In order the AI work fine, I must know how to do the program myself, else how I can instruct it to do it?
you already know how to program because you started before ai was invented. Programmers in the future will probably not want to bother learning how to program if they can avoid it. I would never want my code created by a machine that lacks creativity and just regurgitates whatever was fed to it. Then again I’m a hobby programmer and can program any way I like..
Replace AI with FPC and see how that sounds.
You feed code into FPC. It produces boring machine code based on your input. If you feed it faulty code it rejects it if it can or produces faulty machine code if it can't.
Same with AI tools, you are supposed to be the one with the creatively. You take the time to do some new thing without AI, it may take days or weeks that you don't have, and you never get it done. You spend a couple hours getting over the hump with it with AI, and you are days or weeks ahead of where you would have been without leveraging AI. Does not matter if it is for hobby or professional programming.
Just like many programming languages are not for all programmers, neither are AI programming tools.
As far as programmers now or in the future not wanting to learn programming, that kind of thing is and has always been going on.
Each decade from the 40s it has become easier to learn programming. To level the playing field, I'm talking about those with access to computers and being allowed to program if they wanted.
Many who learned programming as a teenager in the 80s would have no desire to learn programming had they been a teenager in the 40s.
If I was 40 years younger and just starting to learn to program now there is a very good chance my programming knowledge and ability would have grown a much faster rate and I'd be much more of an advanced programmer in my 20s then I actually was in my 20s.
And "very good chance" is not a gamble. I've seen this for junior engineers. Online resources, more comprehensive and robust programming language ecosystems, and tools like AI are accelerators in learning, for those that want to learn.
Just like having a complete set of encyclopedias in my house rather than having to go the Library.
Just like having the Internet rather than having to rely on an outdated set of encyclopedias.
Just as those are accelerators for those that want to be accelerated, so are AI programming tools.
To be arguing against AI programming tools is like arguing against encyclopedias, using arguments like, well, you get more exercise walking to the library.
And that is true, you do get more exercise walking to the library.
Just like you get to beat your head against the wall for days trying to get over the hump on some new thing not availing yourself of AI tools rather than hours availing yourself of them.
Are you better off taking days rather than hours? For me, yes. There have been many things in programming I spent days or hours getting over the hump on, only to realize that was not going to be for me in the long run.
Many other times those were for me in the long run, but a lot of time was wasted learning tools, languages, and libraries that were not going to benefit me in the long run.
I'd rather waste a few hours of my time realizing something is not for me, rather than days or weeks.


— Work to be completed —
Go through the records below and set each one down exactly, leaving out any pictures.

───── Records to process

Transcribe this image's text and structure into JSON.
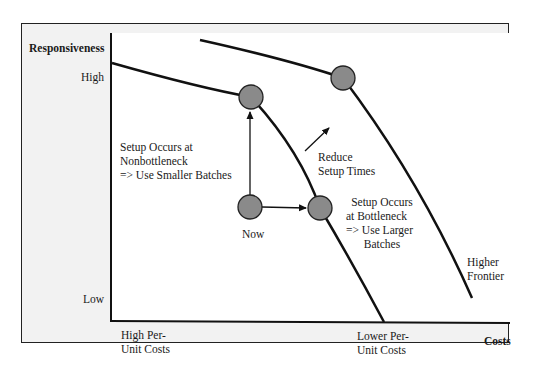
{
  "diagram": {
    "type": "tradeoff-frontier",
    "y_axis": {
      "title": "Responsiveness",
      "high_label": "High",
      "low_label": "Low"
    },
    "x_axis": {
      "title": "Costs",
      "left_label_line1": "High Per-",
      "left_label_line2": "Unit Costs",
      "right_label_line1": "Lower Per-",
      "right_label_line2": "Unit Costs"
    },
    "annotations": {
      "nonbottleneck": {
        "line1": "Setup Occurs at",
        "line2": "Nonbottleneck",
        "line3": "=> Use Smaller Batches"
      },
      "bottleneck": {
        "line1": "Setup Occurs",
        "line2": "at Bottleneck",
        "line3": "=> Use Larger",
        "line4": "Batches"
      },
      "reduce_setup": {
        "line1": "Reduce",
        "line2": "Setup Times"
      },
      "now": "Now",
      "higher_frontier": {
        "line1": "Higher",
        "line2": "Frontier"
      }
    },
    "nodes": [
      {
        "id": "now",
        "label": "Now"
      },
      {
        "id": "smaller-batches",
        "label": "Smaller batches point on current frontier"
      },
      {
        "id": "larger-batches",
        "label": "Larger batches point on current frontier"
      },
      {
        "id": "higher-frontier-point",
        "label": "Point on higher frontier"
      }
    ],
    "colors": {
      "node_fill": "#8a8a8a",
      "line": "#111111",
      "frame_fill": "#f2f2f2",
      "plot_fill": "#ffffff"
    }
  }
}
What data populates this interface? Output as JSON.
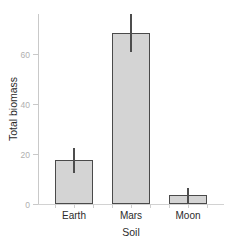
{
  "chart_data": {
    "type": "bar",
    "title": "",
    "subtitle": "",
    "xlabel": "Soil",
    "ylabel": "Total biomass",
    "categories": [
      "Earth",
      "Mars",
      "Moon"
    ],
    "values": [
      17.5,
      68.5,
      3.5
    ],
    "errors": [
      5.0,
      7.5,
      3.0
    ],
    "series": [
      {
        "name": "Total biomass",
        "values": [
          17.5,
          68.5,
          3.5
        ],
        "errors": [
          5.0,
          7.5,
          3.0
        ]
      }
    ],
    "ylim": [
      0,
      76
    ],
    "yticks": [
      0,
      20,
      40,
      60
    ],
    "ytick_labels": [
      "0",
      "20",
      "40",
      "60"
    ],
    "xtick_labels": [
      "Earth",
      "Mars",
      "Moon"
    ],
    "grid": false,
    "legend": false,
    "legend_position": "none",
    "bar_fill_color": "#d4d4d4",
    "bar_edge_color": "#4a4a4a",
    "error_bar_color": "#4d4d4d",
    "axis_color": "#c9c9c9",
    "tick_label_color": "#b0b0b0",
    "axis_label_color": "#2b2b2b",
    "background_color": "#ffffff"
  }
}
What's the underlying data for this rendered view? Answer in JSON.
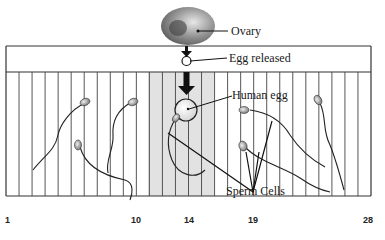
{
  "labels": {
    "ovary": "Ovary",
    "egg_released": "Egg released",
    "human_egg": "Human egg",
    "sperm_cells": "Sperm Cells"
  },
  "axis": {
    "ticks": [
      {
        "day": 1,
        "label": "1"
      },
      {
        "day": 10,
        "label": "10"
      },
      {
        "day": 14,
        "label": "14"
      },
      {
        "day": 19,
        "label": "19"
      },
      {
        "day": 28,
        "label": "28"
      }
    ],
    "total_days": 28,
    "shaded_range_days": [
      12,
      16
    ]
  },
  "colors": {
    "line": "#3a3a3a",
    "shade": "#d6d6d6",
    "arrow": "#111111"
  }
}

──────────

— The completed task —
Transcribe this image's text and structure into JSON.
{
  "diagram": {
    "type": "tradeoff-frontier",
    "y_axis": {
      "title": "Responsiveness",
      "high_label": "High",
      "low_label": "Low"
    },
    "x_axis": {
      "title": "Costs",
      "left_label_line1": "High Per-",
      "left_label_line2": "Unit Costs",
      "right_label_line1": "Lower Per-",
      "right_label_line2": "Unit Costs"
    },
    "annotations": {
      "nonbottleneck": {
        "line1": "Setup Occurs at",
        "line2": "Nonbottleneck",
        "line3": "=> Use Smaller Batches"
      },
      "bottleneck": {
        "line1": "Setup Occurs",
        "line2": "at Bottleneck",
        "line3": "=> Use Larger",
        "line4": "Batches"
      },
      "reduce_setup": {
        "line1": "Reduce",
        "line2": "Setup Times"
      },
      "now": "Now",
      "higher_frontier": {
        "line1": "Higher",
        "line2": "Frontier"
      }
    },
    "nodes": [
      {
        "id": "now",
        "label": "Now"
      },
      {
        "id": "smaller-batches",
        "label": "Smaller batches point on current frontier"
      },
      {
        "id": "larger-batches",
        "label": "Larger batches point on current frontier"
      },
      {
        "id": "higher-frontier-point",
        "label": "Point on higher frontier"
      }
    ],
    "colors": {
      "node_fill": "#8a8a8a",
      "line": "#111111",
      "frame_fill": "#f2f2f2",
      "plot_fill": "#ffffff"
    }
  }
}
What data populates this interface? Output as JSON.
{
  "chart_data": {
    "type": "bar",
    "title": "",
    "subtitle": "",
    "xlabel": "Soil",
    "ylabel": "Total biomass",
    "categories": [
      "Earth",
      "Mars",
      "Moon"
    ],
    "values": [
      17.5,
      68.5,
      3.5
    ],
    "errors": [
      5.0,
      7.5,
      3.0
    ],
    "series": [
      {
        "name": "Total biomass",
        "values": [
          17.5,
          68.5,
          3.5
        ],
        "errors": [
          5.0,
          7.5,
          3.0
        ]
      }
    ],
    "ylim": [
      0,
      76
    ],
    "yticks": [
      0,
      20,
      40,
      60
    ],
    "ytick_labels": [
      "0",
      "20",
      "40",
      "60"
    ],
    "xtick_labels": [
      "Earth",
      "Mars",
      "Moon"
    ],
    "grid": false,
    "legend": false,
    "legend_position": "none",
    "bar_fill_color": "#d4d4d4",
    "bar_edge_color": "#4a4a4a",
    "error_bar_color": "#4d4d4d",
    "axis_color": "#c9c9c9",
    "tick_label_color": "#b0b0b0",
    "axis_label_color": "#2b2b2b",
    "background_color": "#ffffff"
  }
}
What's the underlying data for this rendered view? Answer in JSON.
{
  "labels": {
    "ovary": "Ovary",
    "egg_released": "Egg released",
    "human_egg": "Human egg",
    "sperm_cells": "Sperm Cells"
  },
  "axis": {
    "ticks": [
      {
        "day": 1,
        "label": "1"
      },
      {
        "day": 10,
        "label": "10"
      },
      {
        "day": 14,
        "label": "14"
      },
      {
        "day": 19,
        "label": "19"
      },
      {
        "day": 28,
        "label": "28"
      }
    ],
    "total_days": 28,
    "shaded_range_days": [
      12,
      16
    ]
  },
  "colors": {
    "line": "#3a3a3a",
    "shade": "#d6d6d6",
    "arrow": "#111111"
  }
}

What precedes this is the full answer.